In Partnership with UArizona, New Nonprofit to Launch Satellite Program to Track Greenhouse Gas Emissions
Carbon Mapper, a new nonprofit organization partnering with the University of Arizona, today announced a groundbreaking program to help improve understanding of and accelerate reductions in global methane and carbon dioxide emissions. The Carbon Mapper consortium also announced plans to deploy a satellite constellation to pinpoint, quantify and track methane and carbon dioxide emissions.
"This decade represents an all-hands-on-deck moment for humanity to make critical progress in addressing climate change," said Riley Duren, research scientist in the UArizona Office of Research, Innovation and Impact and CEO of Carbon Mapper. "Our mission is to help fill gaps in the emerging global ecosystem of methane and CO2 monitoring systems by delivering data that's timely, actionable and accessible for science-based decision making."
Current approaches to measuring methane and carbon dioxide emissions at the scale of individual facilities – particularly intermittent activity – present challenges, especially in terms of transparency, accuracy, scalability and cost.
Carbon Mapper – which also is partnering with the state of California, NASA's Jet Propulsion Laboratory, Planet, Arizona State University, High Tide Foundation and RMI – will help overcome these technological barriers and enable accelerated action by making publicly available high emitting methane and carbon dioxide sources quickly and persistently visible at the facility level. The data collected by the Carbon Mapper constellation of satellites will provide more complete, precise and timely measurement of methane and carbon dioxide source level emissions as well as more than 25 other environmental indicators.
Through the Carbon Mapper-UArizona partnership, Duren and other UArizona researchers offer scientific leadership of the methane and carbon dioxide emissions data delivery including developing new algorithms and analytic frameworks for testing them with an ongoing research program.
"Time is of the essence when it comes to understanding and mitigating methane and CO2 emissions," said Senior Vice President for Research and Innovation Elizabeth "Betsy" Cantwell. "Partnering with Carbon Mapper will give University of Arizona researchers the tools needed to not only see emissions hot spots, but to understand their causes and develop actionable plans for reducing or eliminating these sources."
Carbon Mapper, in collaboration with its public and private partners, is developing the satellite constellation in three phases. The initial study phase, now complete, included two years of preliminary engineering development and manufacturing. The first phase is underway and includes development of the first two satellites by Planet and JPL, scheduled for launch in 2023, accompanying data processing platforms, and ongoing cooperative methane mitigation pilot projects using aircraft in California and other U.S. states.
Carbon Mapper is also developing a public portal to make the data available for use by industry, governments and private citizens to improve greenhouse gas accounting, expedite repair of leaks, support disaster response and improve environmental resilience.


The problem
The line containing "What data populates" marks the start of the required copy, which runs to the final line of the entries; return those lines exactly, without any pictures.

Exercise input
- - - - - - -

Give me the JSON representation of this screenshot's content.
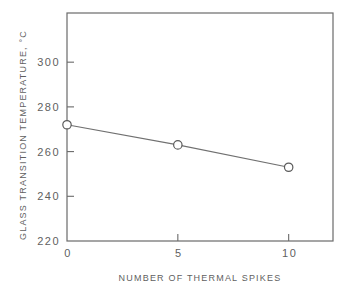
{
  "chart_data": {
    "type": "line",
    "title": "",
    "xlabel": "NUMBER OF THERMAL SPIKES",
    "ylabel": "GLASS TRANSITION TEMPERATURE, °C",
    "xlim": [
      0,
      12
    ],
    "ylim": [
      220,
      322
    ],
    "grid": false,
    "legend": null,
    "x_ticks": [
      0,
      5,
      10
    ],
    "x_tick_labels": [
      "0",
      "5",
      "10"
    ],
    "y_ticks": [
      220,
      240,
      260,
      280,
      300
    ],
    "y_tick_labels": [
      "220",
      "240",
      "260",
      "280",
      "300"
    ],
    "series": [
      {
        "name": "Tg",
        "marker": "open-circle",
        "x": [
          0,
          5,
          10
        ],
        "values": [
          272,
          263,
          253
        ]
      }
    ]
  }
}
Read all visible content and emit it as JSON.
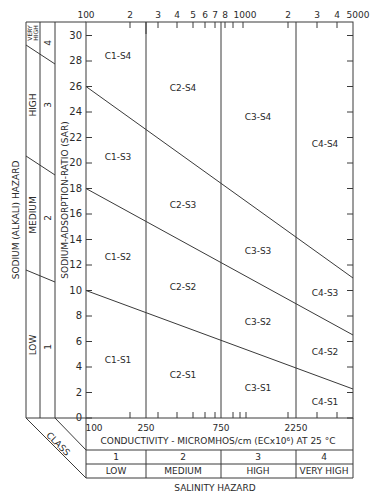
{
  "diagram": {
    "y_axis_label": "SODIUM-ADSORPTION-RATIO (SAR)",
    "y_ticks": [
      "0",
      "2",
      "4",
      "6",
      "8",
      "10",
      "12",
      "14",
      "16",
      "18",
      "20",
      "22",
      "24",
      "26",
      "28",
      "30"
    ],
    "top_axis_ticks": [
      {
        "label": "100",
        "x": 86
      },
      {
        "label": "2",
        "x": 130
      },
      {
        "label": "3",
        "x": 158
      },
      {
        "label": "4",
        "x": 177
      },
      {
        "label": "5",
        "x": 193
      },
      {
        "label": "6",
        "x": 205
      },
      {
        "label": "7",
        "x": 215
      },
      {
        "label": "8",
        "x": 225
      },
      {
        "label": "1000",
        "x": 243
      },
      {
        "label": "2",
        "x": 288
      },
      {
        "label": "3",
        "x": 317
      },
      {
        "label": "4",
        "x": 337
      },
      {
        "label": "5000",
        "x": 353
      }
    ],
    "bottom_axis_ticks": [
      "100",
      "250",
      "750",
      "2250"
    ],
    "x_axis_label": "CONDUCTIVITY - MICROMHOS/cm (ECx10⁶) AT 25 °C",
    "salinity_classes": [
      {
        "number": "1",
        "label": "LOW"
      },
      {
        "number": "2",
        "label": "MEDIUM"
      },
      {
        "number": "3",
        "label": "HIGH"
      },
      {
        "number": "4",
        "label": "VERY HIGH"
      }
    ],
    "salinity_hazard_label": "SALINITY HAZARD",
    "class_label": "CLASS",
    "sodium_hazard_label": "SODIUM (ALKALI) HAZARD",
    "sodium_classes": [
      {
        "number": "1",
        "label": "LOW"
      },
      {
        "number": "2",
        "label": "MEDIUM"
      },
      {
        "number": "3",
        "label": "HIGH"
      },
      {
        "number": "4",
        "label": "VERY HIGH"
      }
    ],
    "regions": {
      "c1s4": "C1-S4",
      "c2s4": "C2-S4",
      "c3s4": "C3-S4",
      "c4s4": "C4-S4",
      "c1s3": "C1-S3",
      "c2s3": "C2-S3",
      "c3s3": "C3-S3",
      "c4s3": "C4-S3",
      "c1s2": "C1-S2",
      "c2s2": "C2-S2",
      "c3s2": "C3-S2",
      "c4s2": "C4-S2",
      "c1s1": "C1-S1",
      "c2s1": "C2-S1",
      "c3s1": "C3-S1",
      "c4s1": "C4-S1"
    },
    "boundary_lines": [
      {
        "name": "S3-S4",
        "sar_at_100": 26,
        "sar_at_5000": 11
      },
      {
        "name": "S2-S3",
        "sar_at_100": 18,
        "sar_at_5000": 6.5
      },
      {
        "name": "S1-S2",
        "sar_at_100": 10,
        "sar_at_5000": 2.3
      }
    ],
    "conductivity_boundaries": [
      250,
      750,
      2250
    ]
  }
}
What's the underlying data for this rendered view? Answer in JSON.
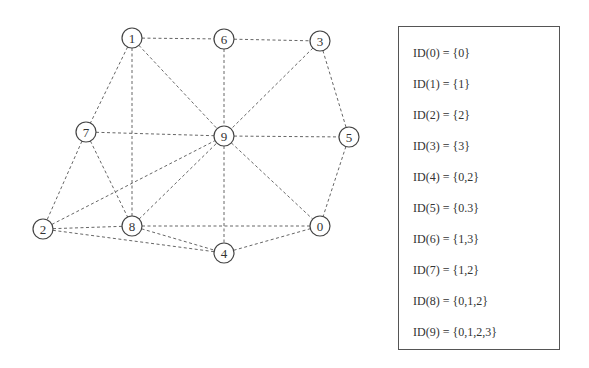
{
  "graph": {
    "node_radius": 10,
    "nodes": [
      {
        "id": "0",
        "x": 320,
        "y": 226
      },
      {
        "id": "1",
        "x": 132,
        "y": 38
      },
      {
        "id": "2",
        "x": 43,
        "y": 229
      },
      {
        "id": "3",
        "x": 320,
        "y": 41
      },
      {
        "id": "4",
        "x": 224,
        "y": 253
      },
      {
        "id": "5",
        "x": 349,
        "y": 137
      },
      {
        "id": "6",
        "x": 224,
        "y": 39
      },
      {
        "id": "7",
        "x": 86,
        "y": 132
      },
      {
        "id": "8",
        "x": 132,
        "y": 226
      },
      {
        "id": "9",
        "x": 224,
        "y": 136
      }
    ],
    "edges": [
      [
        "1",
        "6"
      ],
      [
        "6",
        "3"
      ],
      [
        "1",
        "7"
      ],
      [
        "1",
        "8"
      ],
      [
        "1",
        "9"
      ],
      [
        "6",
        "9"
      ],
      [
        "3",
        "9"
      ],
      [
        "3",
        "5"
      ],
      [
        "7",
        "9"
      ],
      [
        "9",
        "5"
      ],
      [
        "9",
        "0"
      ],
      [
        "5",
        "0"
      ],
      [
        "7",
        "2"
      ],
      [
        "7",
        "8"
      ],
      [
        "2",
        "9"
      ],
      [
        "2",
        "8"
      ],
      [
        "2",
        "4"
      ],
      [
        "8",
        "9"
      ],
      [
        "8",
        "0"
      ],
      [
        "8",
        "4"
      ],
      [
        "9",
        "4"
      ],
      [
        "4",
        "0"
      ]
    ],
    "edge_color": "#666666",
    "node_stroke_color": "#444444"
  },
  "id_table": {
    "lines": [
      "ID(0) = {0}",
      "ID(1) = {1}",
      "ID(2) = {2}",
      "ID(3) = {3}",
      "ID(4) = {0,2}",
      "ID(5) = {0.3}",
      "ID(6) = {1,3}",
      "ID(7) = {1,2}",
      "ID(8) = {0,1,2}",
      "ID(9) = {0,1,2,3}"
    ]
  }
}
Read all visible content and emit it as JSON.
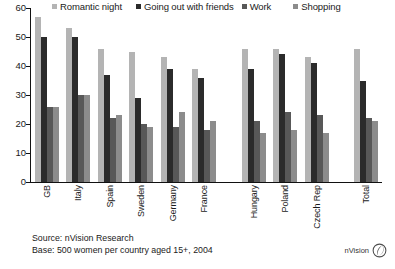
{
  "chart_data": {
    "type": "bar",
    "title": "",
    "xlabel": "",
    "ylabel": "",
    "ylim": [
      0,
      60
    ],
    "yticks": [
      0,
      10,
      20,
      30,
      40,
      50,
      60
    ],
    "grid": false,
    "legend_position": "top",
    "categories": [
      "GB",
      "Italy",
      "Spain",
      "Sweden",
      "Germany",
      "France",
      "Hungary",
      "Poland",
      "Czech Rep",
      "Total"
    ],
    "series": [
      {
        "name": "Romantic night",
        "color": "#b4b4b4",
        "values": [
          57,
          53,
          46,
          45,
          43,
          39,
          46,
          46,
          43,
          46
        ]
      },
      {
        "name": "Going out with friends",
        "color": "#2b2b2b",
        "values": [
          50,
          50,
          37,
          29,
          39,
          36,
          39,
          44,
          41,
          35
        ]
      },
      {
        "name": "Work",
        "color": "#585858",
        "values": [
          26,
          30,
          22,
          20,
          19,
          18,
          21,
          24,
          23,
          22
        ]
      },
      {
        "name": "Shopping",
        "color": "#8c8c8c",
        "values": [
          26,
          30,
          23,
          19,
          24,
          21,
          17,
          18,
          17,
          21
        ]
      }
    ],
    "group_gaps_before": [
      "Hungary",
      "Total"
    ]
  },
  "footer": {
    "source": "Source: nVision Research",
    "base": "Base: 500 women per country aged 15+, 2004"
  },
  "brand": {
    "name": "nVision",
    "mark": "nvision-leaf-icon"
  }
}
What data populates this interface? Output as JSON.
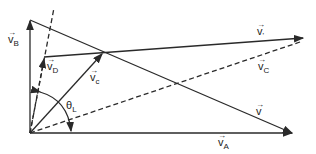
{
  "diagram": {
    "labels": {
      "vB": {
        "base": "v",
        "sub": "B"
      },
      "vD": {
        "base": "v",
        "sub": "D"
      },
      "vc": {
        "base": "v",
        "sub": "c"
      },
      "vprime": {
        "base": "v",
        "sub": "'"
      },
      "vC": {
        "base": "v",
        "sub": "C"
      },
      "v": {
        "base": "v",
        "sub": ""
      },
      "vA": {
        "base": "v",
        "sub": "A"
      },
      "theta": {
        "base": "θ",
        "sub": "L"
      }
    },
    "arrow_glyph": "→",
    "colors": {
      "line": "#2a2a2a",
      "background": "#ffffff"
    }
  }
}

- - - - - - -

Answer for the task
What data populates this interface? Output as JSON.
{
  "diagram": {
    "labels": {
      "vB": {
        "base": "v",
        "sub": "B"
      },
      "vD": {
        "base": "v",
        "sub": "D"
      },
      "vc": {
        "base": "v",
        "sub": "c"
      },
      "vprime": {
        "base": "v",
        "sub": "'"
      },
      "vC": {
        "base": "v",
        "sub": "C"
      },
      "v": {
        "base": "v",
        "sub": ""
      },
      "vA": {
        "base": "v",
        "sub": "A"
      },
      "theta": {
        "base": "θ",
        "sub": "L"
      }
    },
    "arrow_glyph": "→",
    "colors": {
      "line": "#2a2a2a",
      "background": "#ffffff"
    }
  }
}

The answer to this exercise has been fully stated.